The hormone AMH is a dimeric glycoprotein in the transforming growth factor β superfamily, which has not been previously measured in cats with ovarian neoplasms. AMH is required for male gonadogenesis and is secreted by granulosa cells in pre-antral and small follicles at low concentrations in adult female horses.3 In this role, AMH inhibits the recruitment of primordial follicles into the growing pool by reducing the responsiveness of follicles to follicle-stimulating hormone and thus limiting the number of actively growing follicles.7 A recent study described serum AMH as a diagnostic test with 100% sensitivity and specificity for the differentiation between neutered and entire status in cats.8 The presence of AMH in primordial, primary and secondary feline follicles was demonstrated for the first time by the immunohistochemical analyses. The presence of AMH in early feline follicles suggests the inhibitory role of follicular development by AMH might also occur in cats.
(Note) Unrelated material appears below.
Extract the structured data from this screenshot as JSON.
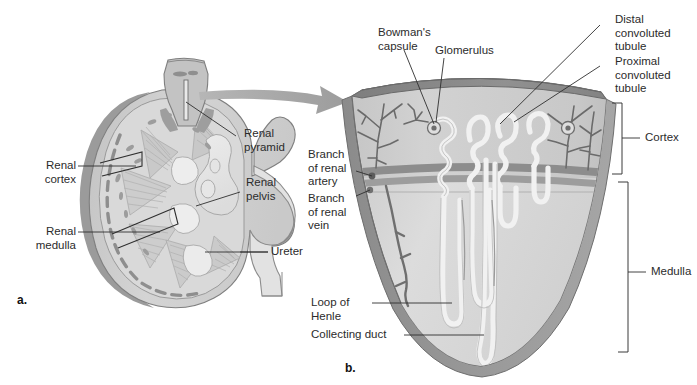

Serum inhibin has previously been used as the bioassay of choice to detect functional GCTs in women and mares.9 1011–12 However, serum AMH is now considered to be a more specific marker for GCTs than inhibin, with documented increases in serum AMH concentrations in 76–93% of women and in 100% of mares with GCTs.13 141516–17 The results of serum AMH prior to surgery in this case support the use of this test in the diagnosis of feline GCTs. Serum AMH might also be useful for the monitoring of recurrence of feline GCTs because these tumours can recur years after the original diagnosis in humans.18,19
The concurrent ovarian and uterine abnormalities seen in this case were not unexpected. Endometrial hyperplasia has been previously reported in a cat and in dogs with a GCT.20,21 Cystic endometrial hyperplasia is most commonly a consequence of oestrogenic effects on the uterus. Increased serum progesterone may also induce endometrial changes; however, the histopathological appearance is different. Oestrogenic stimulation results in a cuboidal-to-low-columnar endometrial epithelium, whereas progesterone induces tall columnar epithelium with extensive vacuolation.6 Serum oestradiol measurement in women is an unreliable marker for GCTs because it is only increased in 70% of cases.18 In the current case, while serum progesterone and oestradiol concentrations were not increased, the uterus could still have been under the influence of local oestrogens.
Acknowledgements
The authors would like to acknowledge Clair Muir and Helen Evans for their contributions to this case report.